I was in a similar situation where I was doing the imaging production using Ray’s voiceovers and yes, his outtakes were hilarious! And very politically incorrect. I still have a cassette of promos from Fox FM from the late 80’s that Pat Griffin gave me featuring Ray – such epic promos (e.g. Skyshow) that are so different from today.

Matt Paton
13 Jun 2017 - 2:48 pm

Ahh Audisk. I had the “pleasure” of filling the overnight logs with commercials out at 4HI. As we had the Emerald/Moranbah split, we couldnt play music out of it, so had to play CD’s/Carts & Vinyl, and just commercials off Audisk.

Andy Wells
13 Jun 2017 - 11:13 pm

You may have been at 4CC just after my short stint there – Here’s my Ray promo collection – https://soundcloud.com/wellsbook/4cc-ray-mcgregor-promos-1994

Grayson Ottaway
13 Oct 2017 - 9:28 pm

I was talking to an old radio mate tonight about our voicing work and recalled getting a cassette demo of the A Team as a young fulla in 1993.

Ray McGregor, Steve Hunt, Holger Brockman and …

I treasured that cassette and listened to it so many times.

I recall vividly a Today FM stinger promo from the cassette;

“This weekend Today FM whips up a weekend with difference — details soon!”

Do you have a copy of it by any chance — cud it be posted?
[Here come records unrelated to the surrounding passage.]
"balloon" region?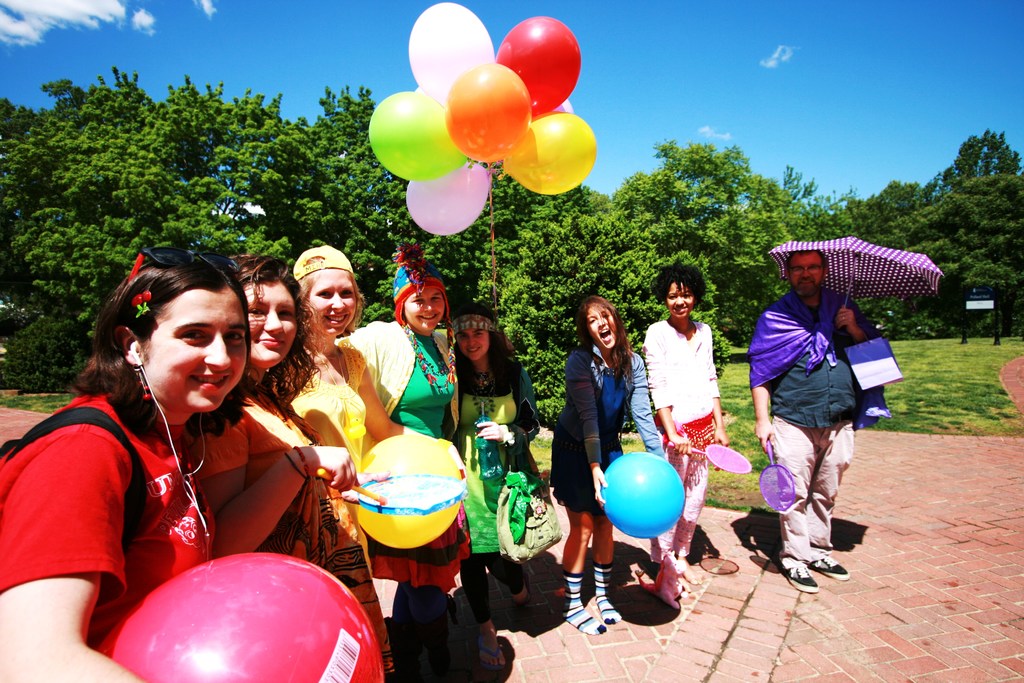
500, 114, 598, 193
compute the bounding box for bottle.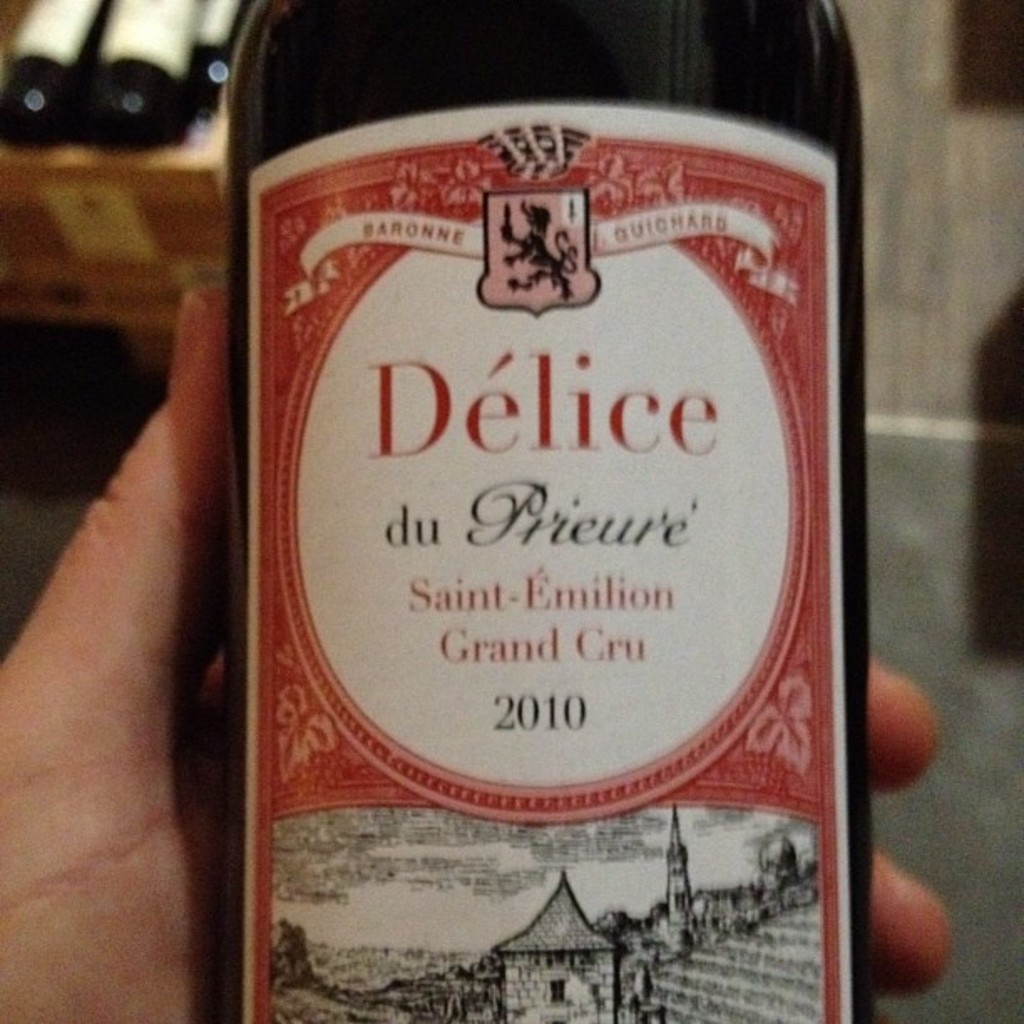
pyautogui.locateOnScreen(80, 0, 191, 149).
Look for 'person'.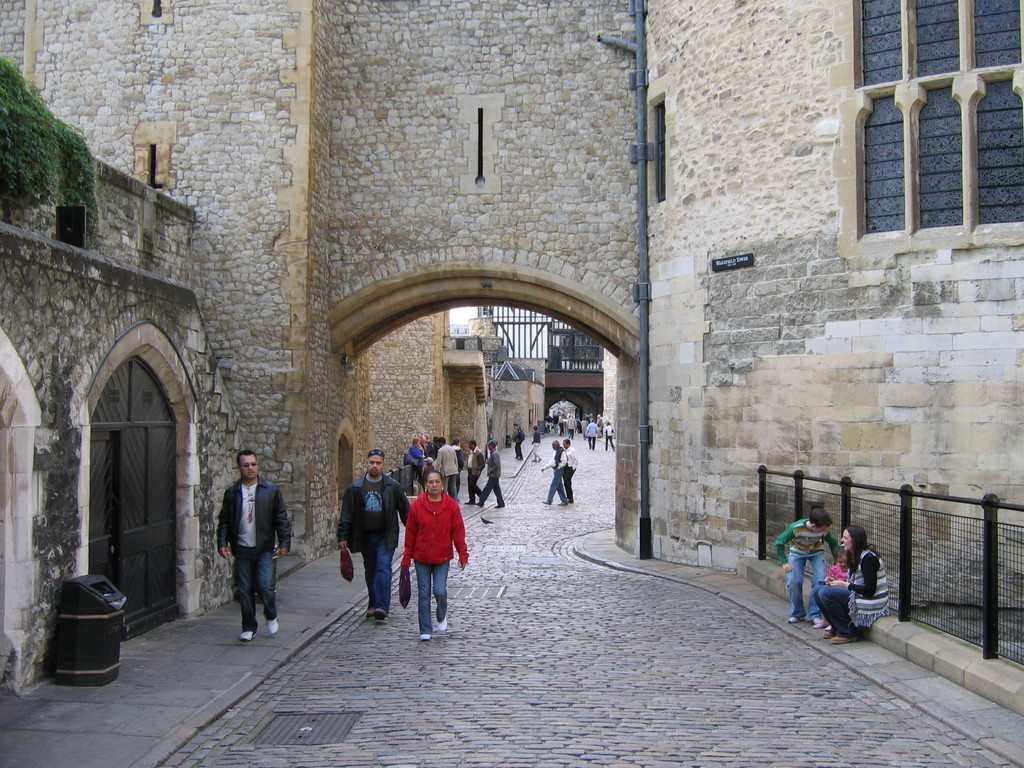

Very best from the East Islands in Middle Earth

Matt Bodman
4 Oct 2018 - 1:29 pm

Good stuff, thanks for sharing! I did my 4CC stint in about ’94 and was there for the installation of Audisk (we called it Awfuldisk). It was the biggest piece of crap money could buy, I’m sure, but it beat the hell out of loading every ad-break on carts for 5 different stations. We were using a different promo voice then (the now also deceased Steve Andrews), but I later got to work with Ray during the launch of HotFM, Cairns. The HotFM network was then owned by Mike Willesee and he knew how to throw a party, so Ray came up for the launch. Ray was touring the station and, on being introduced to one of the more attractive members of our staff, leaned in to her ear and said “Hot.. FM…”, in his best promo voice. I guess he expected her to be impressed… He was a bit weird, but very funny and extremely talented. I don’t think there’s been a voice quite like that ever since.